Prognostic Marker for Non–Muscle-Invasive Bladder Cancer
Posted: Monday, January 14, 2019
The neutrophil-to-lymphocyte ratio plays a strong prognostic and decision-making role in the treatment of primary T1 HG/G3 non–muscle-invasive bladder cancer, according to a study by Mihai Dorin Vartolomei, MD, PhD, of the European Institute of Oncology in Milan, and his colleagues. Published in Clinical Genitourinary Cancer, these study findings confirm that a pretreatment neutrophil-to-lymphocyte ratio of at least 3 can predict worse outcomes for progression-free, recurrence-free, and cancer-specific survival for patients with this type of genitourinary cancer.
From 2002 to 2012, the neutrophil-to-lymphocyte ratio was assessed in 1,046 patients before transurethral bladder resection. The 512 patients (48.9%) who had a neutrophil-to-lymphocyte ratio of at least 3 had a 5-year recurrence-free survival of 9.4%, compared with 58.8% for patients with a ratio of less than 3. The 5-year progression-free survival was 57.1% and 79.2% for patients with a ratio of 3 or greater and less than 3, respectively. The 10-year cancer-specific survival for the two groups was 77.4% and 84.3%, with no significant difference in overall survival.

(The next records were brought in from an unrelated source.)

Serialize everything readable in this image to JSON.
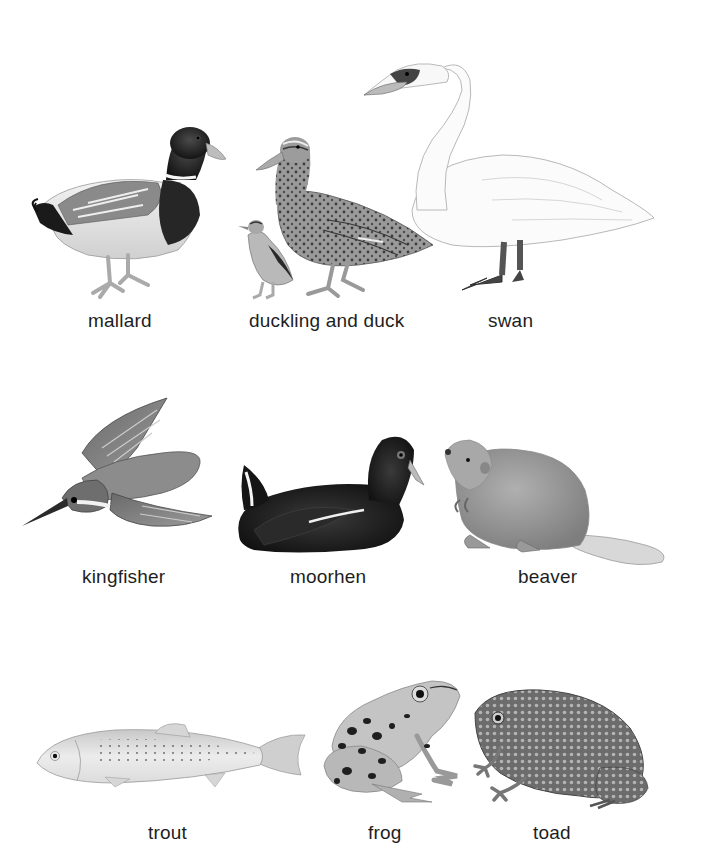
{
  "plate": {
    "rows": [
      {
        "animals": [
          {
            "name": "mallard",
            "label": "mallard"
          },
          {
            "name": "duckling-and-duck",
            "label": "duckling and duck"
          },
          {
            "name": "swan",
            "label": "swan"
          }
        ]
      },
      {
        "animals": [
          {
            "name": "kingfisher",
            "label": "kingfisher"
          },
          {
            "name": "moorhen",
            "label": "moorhen"
          },
          {
            "name": "beaver",
            "label": "beaver"
          }
        ]
      },
      {
        "animals": [
          {
            "name": "trout",
            "label": "trout"
          },
          {
            "name": "frog",
            "label": "frog"
          },
          {
            "name": "toad",
            "label": "toad"
          }
        ]
      }
    ],
    "colors": {
      "background": "#ffffff",
      "label_text": "#1e1e1e"
    }
  }
}
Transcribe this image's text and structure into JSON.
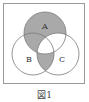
{
  "figure": {
    "caption": "図1",
    "labels": {
      "a": "A",
      "b": "B",
      "c": "C"
    },
    "colors": {
      "shade": "#a9a9a9",
      "stroke": "#7a7a7a",
      "frame": "#9a9a9a",
      "background": "#ffffff"
    },
    "shaded_regions": [
      "A only",
      "A∩B not C",
      "B∩C not A"
    ],
    "unshaded_regions": [
      "A∩C not B",
      "A∩B∩C",
      "B only",
      "C only"
    ]
  }
}
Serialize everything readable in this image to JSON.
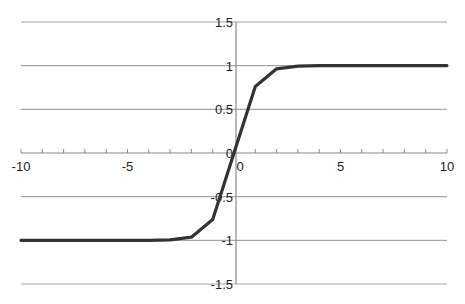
{
  "chart_data": {
    "type": "line",
    "title": "",
    "xlabel": "",
    "ylabel": "",
    "xlim": [
      -10,
      10
    ],
    "ylim": [
      -1.5,
      1.5
    ],
    "grid": {
      "horizontal": true,
      "vertical": false
    },
    "legend": null,
    "x_ticks": [
      -10,
      -5,
      0,
      5,
      10
    ],
    "x_tick_labels": [
      "-10",
      "-5",
      "0",
      "5",
      "10"
    ],
    "y_ticks": [
      1.5,
      1,
      0.5,
      0,
      -0.5,
      -1,
      -1.5
    ],
    "y_tick_labels": [
      "1.5",
      "1",
      "0.5",
      "0",
      "-0.5",
      "-1",
      "-1.5"
    ],
    "series": [
      {
        "name": "tanh(x)",
        "color": "#333333",
        "x": [
          -10,
          -9,
          -8,
          -7,
          -6,
          -5,
          -4,
          -3,
          -2,
          -1,
          0,
          1,
          2,
          3,
          4,
          5,
          6,
          7,
          8,
          9,
          10
        ],
        "values": [
          -1,
          -1,
          -1,
          -1,
          -1,
          -0.9999,
          -0.9993,
          -0.9951,
          -0.964,
          -0.7616,
          0,
          0.7616,
          0.964,
          0.9951,
          0.9993,
          0.9999,
          1,
          1,
          1,
          1,
          1
        ]
      }
    ]
  },
  "colors": {
    "grid": "#a6a6a6",
    "axis": "#8c8c8c",
    "line": "#333333",
    "text": "#222222"
  }
}
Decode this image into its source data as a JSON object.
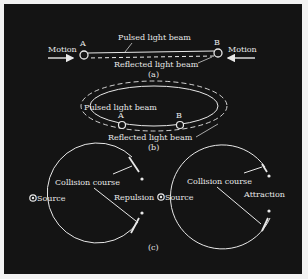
{
  "figure": {
    "panel_a": {
      "caption": "(a)",
      "point_a_label": "A",
      "point_b_label": "B",
      "motion_left_label": "Motion",
      "motion_right_label": "Motion",
      "pulsed_label": "Pulsed light beam",
      "reflected_label": "Reflected light beam"
    },
    "panel_b": {
      "caption": "(b)",
      "point_a_label": "A",
      "point_b_label": "B",
      "pulsed_label": "Pulsed light beam",
      "reflected_label": "Reflected light beam"
    },
    "panel_c": {
      "caption": "(c)",
      "left": {
        "source_label": "Source",
        "collision_label": "Collision course",
        "effect_label": "Repulsion"
      },
      "right": {
        "source_label": "Source",
        "collision_label": "Collision course",
        "effect_label": "Attraction"
      }
    },
    "colors": {
      "background": "#141414",
      "border": "#f2f2f2",
      "line": "#e8e8e8"
    }
  }
}
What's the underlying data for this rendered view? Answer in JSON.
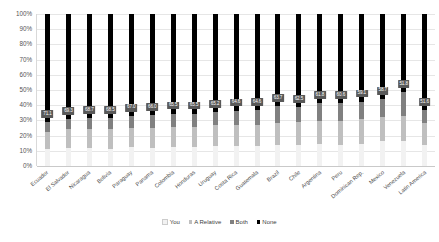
{
  "chart_data": {
    "type": "bar",
    "subtype": "100% stacked column",
    "title": "",
    "xlabel": "",
    "ylabel": "",
    "ylim": [
      0,
      100
    ],
    "ytick_labels": [
      "100%",
      "90%",
      "80%",
      "70%",
      "60%",
      "50%",
      "40%",
      "30%",
      "20%",
      "10%",
      "0%"
    ],
    "ytick_values": [
      100,
      90,
      80,
      70,
      60,
      50,
      40,
      30,
      20,
      10,
      0
    ],
    "grid": true,
    "legend_position": "bottom",
    "legend": [
      "You",
      "A Relative",
      "Both",
      "None"
    ],
    "data_labels_series": "None",
    "categories": [
      "Ecuador",
      "El Salvador",
      "Nicaragua",
      "Bolivia",
      "Paraguay",
      "Panama",
      "Colombia",
      "Honduras",
      "Uruguay",
      "Costa Rica",
      "Guatemala",
      "Brazil",
      "Chile",
      "Argentina",
      "Peru",
      "Dominican Rep.",
      "Mexico",
      "Venezuela",
      "Latin America"
    ],
    "series": [
      {
        "name": "You",
        "color": "#f2f2f2",
        "values": [
          11.2,
          11.9,
          12.0,
          11.5,
          12.3,
          11.8,
          12.4,
          12.6,
          13.1,
          13.0,
          13.4,
          13.9,
          14.2,
          14.6,
          14.0,
          14.8,
          16.2,
          16.5,
          13.5
        ]
      },
      {
        "name": "A Relative",
        "color": "#bfbfbf",
        "values": [
          11.3,
          12.2,
          12.1,
          12.7,
          13.0,
          12.9,
          13.3,
          13.4,
          13.8,
          14.0,
          14.3,
          14.7,
          15.0,
          15.3,
          15.5,
          15.9,
          16.3,
          16.6,
          14.6
        ]
      },
      {
        "name": "Both",
        "color": "#808080",
        "values": [
          6.4,
          6.6,
          7.2,
          7.3,
          7.7,
          8.3,
          8.8,
          8.5,
          8.6,
          9.5,
          9.7,
          10.9,
          10.2,
          11.6,
          11.8,
          11.6,
          11.7,
          15.3,
          8.6
        ]
      },
      {
        "name": "None",
        "color": "#000000",
        "values": [
          71.1,
          69.3,
          68.7,
          68.5,
          67.0,
          66.0,
          65.5,
          65.5,
          64.5,
          63.5,
          64.6,
          60.5,
          62.5,
          58.5,
          58.7,
          57.7,
          55.8,
          51.6,
          63.3
        ]
      }
    ],
    "data_labels": [
      "71.1",
      "69.3",
      "68.7",
      "68.5",
      "67.0",
      "66.0",
      "65.5",
      "65.5",
      "65.2",
      "64.6",
      "64.6",
      "63.7",
      "62.5",
      "61.8",
      "60.6",
      "59.1",
      "58.7",
      "51.8",
      "51.6",
      "63.3"
    ],
    "bar_labels": [
      "71.1",
      "69.3",
      "68.7",
      "68.5",
      "67.0",
      "66.0",
      "65.5",
      "65.5",
      "65.2",
      "64.6",
      "64.6",
      "63.7",
      "62.5",
      "61.8",
      "60.6",
      "59.1",
      "58.7",
      "51.8",
      "51.6"
    ]
  },
  "colors": {
    "you": "#f2f2f2",
    "a_relative": "#bfbfbf",
    "both": "#808080",
    "none": "#000000",
    "label_bg": "#595959",
    "grid": "#e6e6e6",
    "text": "#4a4a4a",
    "background": "#ffffff"
  }
}
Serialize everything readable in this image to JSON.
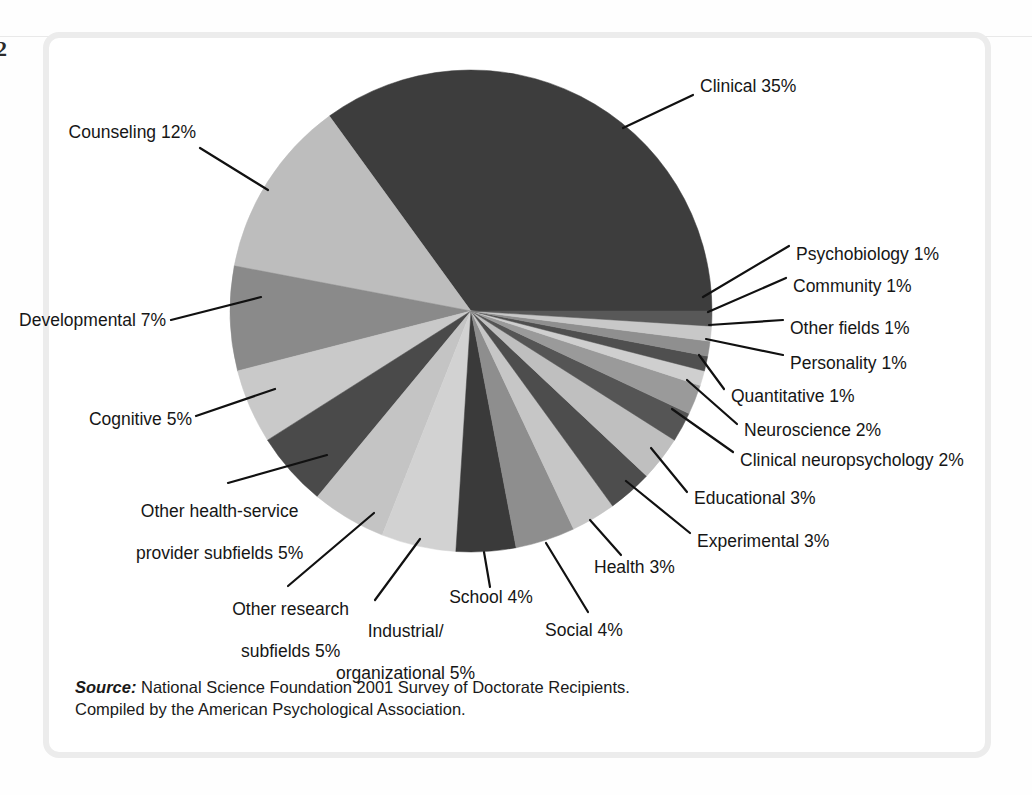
{
  "page": {
    "folio": "2"
  },
  "source": {
    "label": "Source:",
    "line1": " National Science Foundation 2001 Survey of Doctorate Recipients.",
    "line2": "Compiled by the American Psychological Association."
  },
  "chart_data": {
    "type": "pie",
    "title": "",
    "subtitle": "",
    "xlabel": "",
    "ylabel": "",
    "legend_position": "callout-labels",
    "grid": false,
    "units": "percent",
    "total": 100,
    "start_angle_deg": 0,
    "direction": "counterclockwise",
    "categories": [
      "Clinical",
      "Counseling",
      "Developmental",
      "Cognitive",
      "Other health-service provider subfields",
      "Other research subfields",
      "Industrial/organizational",
      "School",
      "Social",
      "Health",
      "Experimental",
      "Educational",
      "Clinical neuropsychology",
      "Neuroscience",
      "Quantitative",
      "Personality",
      "Other fields",
      "Community",
      "Psychobiology"
    ],
    "values": [
      35,
      12,
      7,
      5,
      5,
      5,
      5,
      4,
      4,
      3,
      3,
      3,
      2,
      2,
      1,
      1,
      1,
      1,
      1
    ],
    "colors": [
      "#3d3d3d",
      "#bdbdbd",
      "#8a8a8a",
      "#c9c9c9",
      "#4a4a4a",
      "#c4c4c4",
      "#d2d2d2",
      "#3a3a3a",
      "#8e8e8e",
      "#c6c6c6",
      "#4d4d4d",
      "#bfbfbf",
      "#555555",
      "#9a9a9a",
      "#cfcfcf",
      "#4f4f4f",
      "#8f8f8f",
      "#c8c8c8",
      "#585858"
    ],
    "slice_labels": [
      "Clinical 35%",
      "Counseling 12%",
      "Developmental 7%",
      "Cognitive 5%",
      "Other health-service\nprovider subfields 5%",
      "Other research\nsubfields 5%",
      "Industrial/\norganizational 5%",
      "School 4%",
      "Social 4%",
      "Health 3%",
      "Experimental 3%",
      "Educational 3%",
      "Clinical neuropsychology 2%",
      "Neuroscience 2%",
      "Quantitative 1%",
      "Personality 1%",
      "Other fields 1%",
      "Community 1%",
      "Psychobiology 1%"
    ]
  },
  "labels": {
    "clinical": "Clinical 35%",
    "counseling": "Counseling 12%",
    "developmental": "Developmental 7%",
    "cognitive": "Cognitive 5%",
    "other_health_line1": "Other health-service",
    "other_health_line2": "provider subfields 5%",
    "other_research_line1": "Other research",
    "other_research_line2": "subfields 5%",
    "industrial_line1": "Industrial/",
    "industrial_line2": "organizational 5%",
    "school": "School 4%",
    "social": "Social 4%",
    "health": "Health 3%",
    "experimental": "Experimental 3%",
    "educational": "Educational 3%",
    "clinical_neuro": "Clinical neuropsychology 2%",
    "neuroscience": "Neuroscience 2%",
    "quantitative": "Quantitative 1%",
    "personality": "Personality 1%",
    "other_fields": "Other fields 1%",
    "community": "Community 1%",
    "psychobiology": "Psychobiology 1%"
  },
  "geometry": {
    "center_x": 471,
    "center_y": 311,
    "radius": 241
  }
}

The authors noted that adding this marker to a multivariate model of oncologic outcomes may improve the precision of those models. Inclusion of neutrophil-to-lymphocyte ratio improved the prediction of recurrence-free survival by 6.9%, progression-free survival by 1.8%, and cancer-specific survival by 1.7%.
“Taken together, these findings support the prognostic role of inflammation in [non–muscle-invasive bladder cancer] and its therapeutic implications,” the authors concluded.
Disclosure: The study authors reported no conflicts of interest.